Schooler, from the beginning, primes the pump by referring to this personal journey as one of the best experiences of his life. He seemed to need the isolation of the tundra and the cold salty spray in his face to clear his head, to help him deal with his own midlife crisis, and to make some decisions about how the second half of his life would be spent. Schooler obviously has a deep understanding of the Alaskan wilderness, its history, and its people, but his ability to share his inner journey, on the other hand, leaves something to be desired.

The most prevalent theme he does address is estrangement. Schooler feels as though his marriage is dissolving, his dreams are not on track, his time is slipping away. During the trip, he fluctuates between showing human emotions of fear, uncertainty, and courage—which have the potential to connect him to readers—and a stronger, parallel drift detouring into historical facts somehow connected to the areas he is walking through.

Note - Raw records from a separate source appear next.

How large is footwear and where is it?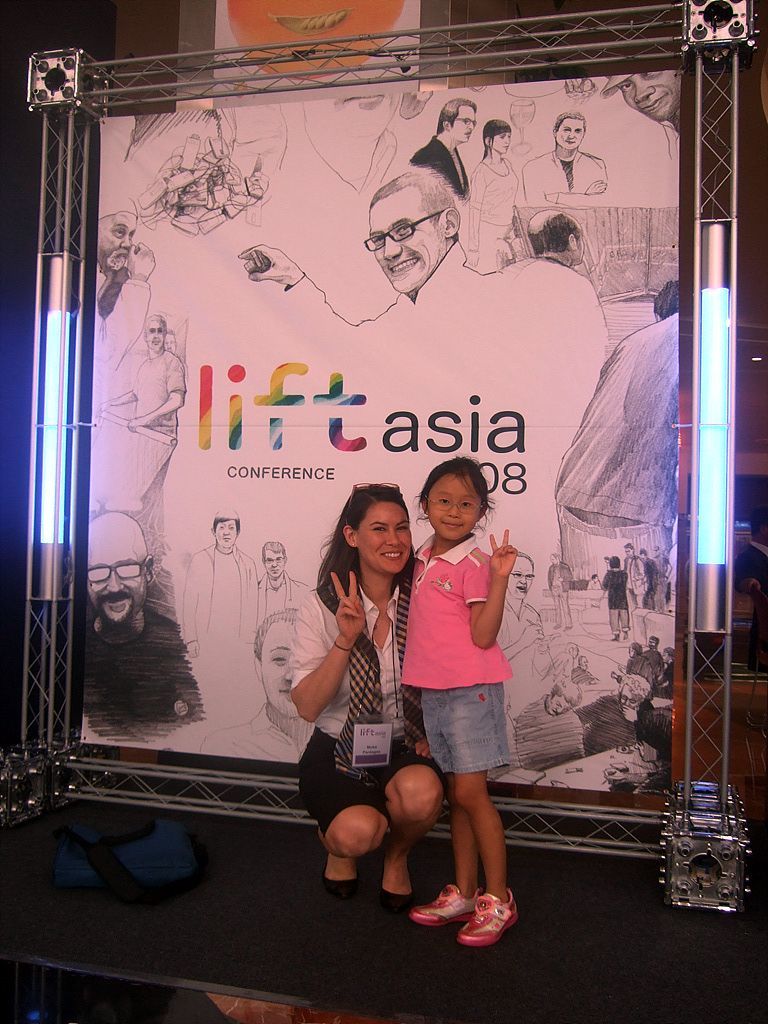
Bounding box: locate(378, 842, 414, 915).
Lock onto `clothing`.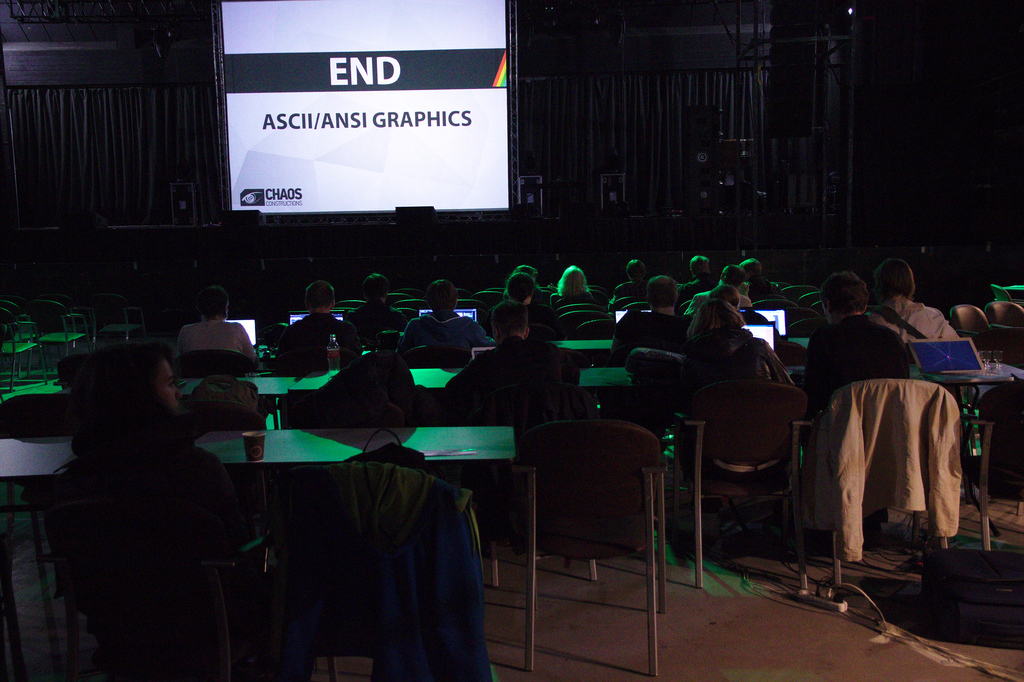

When he faces a raging river or an unpredictable grizzly, one grasps what the experience must have been like. However, when he gives more details about early French explorers, native Alaskans, or scientists exploring the Alaska of yesterday, he veers away from his core path and the reader can get lost. At exactly the time when one might expect to understand more of how these real experiences relate to the man’s inner journey, there is somewhat of a void.

In the end, Schooler keeps his readers too often outside, looking in, trying to see through a fog into the process of healing and resolution that he seemingly wanted to gain from this trip. If a history lesson and a travelogue were his aim, he has satisfied those. But if his intent was to allow readers to mentally “walk home” with him, to craft the story in a way that readers grasp something of his process and his internal struggles in hopes of finding insight into their own private challenges, he has for the most part been unsuccessful.The wilderness is appealing to most people. At least, most appreciate its beauty and its unknown qualities, if not its danger and isolation. But few of us could walk into the actual wilderness and survive. Lynn Schooler did. And in this book, he promises to chronicle not just another tale of a professional guide leading others along the Alaskan coastline, but the story of a lone traveler on a personal three-week expedition, intent on using the experience to find himself.

Schooler, from the beginning, primes the pump by referring to this personal journey as one of the best experiences of his life. He seemed to need the isolation of the tundra and the cold salty spray in his face to clear his head, to help him deal with his own midlife crisis, and to make some decisions about how the second half of his life would be spent. Schooler obviously has a deep understanding of the Alaskan wilderness, its history, and its people, but his ability to share his inner journey, on the other hand, leaves something to be desired.

The most prevalent theme he does address is estrangement. Schooler feels as though his marriage is dissolving, his dreams are not on track, his time is slipping away. During the trip, he fluctuates between showing human emotions of fear, uncertainty, and courage—which have the potential to connect him to readers—and a stronger, parallel drift detouring into historical facts somehow connected to the areas he is walking through.

When he faces a raging river or an unpredictable grizzly, one grasps what the experience must have been like. However, when he gives more details about early French explorers, native Alaskans, or scientists exploring the Alaska of yesterday, he veers away from his core path and the reader can get lost. At exactly the time when one might expect to understand more of how these real experiences relate to the man’s inner journey, there is somewhat of a void.

In the end, Schooler keeps his readers too often outside, looking in, trying to see through a fog into the process of healing and resolution that he seemingly wanted to gain from this trip. If a history lesson and a travelogue were his aim, he has satisfied those. But if his intent was to allow readers to mentally “walk home” with him, to craft the story in a way that readers grasp something of his process and his internal struggles in hopes of finding insight into their own private challenges, he has for the most part been unsuccessful.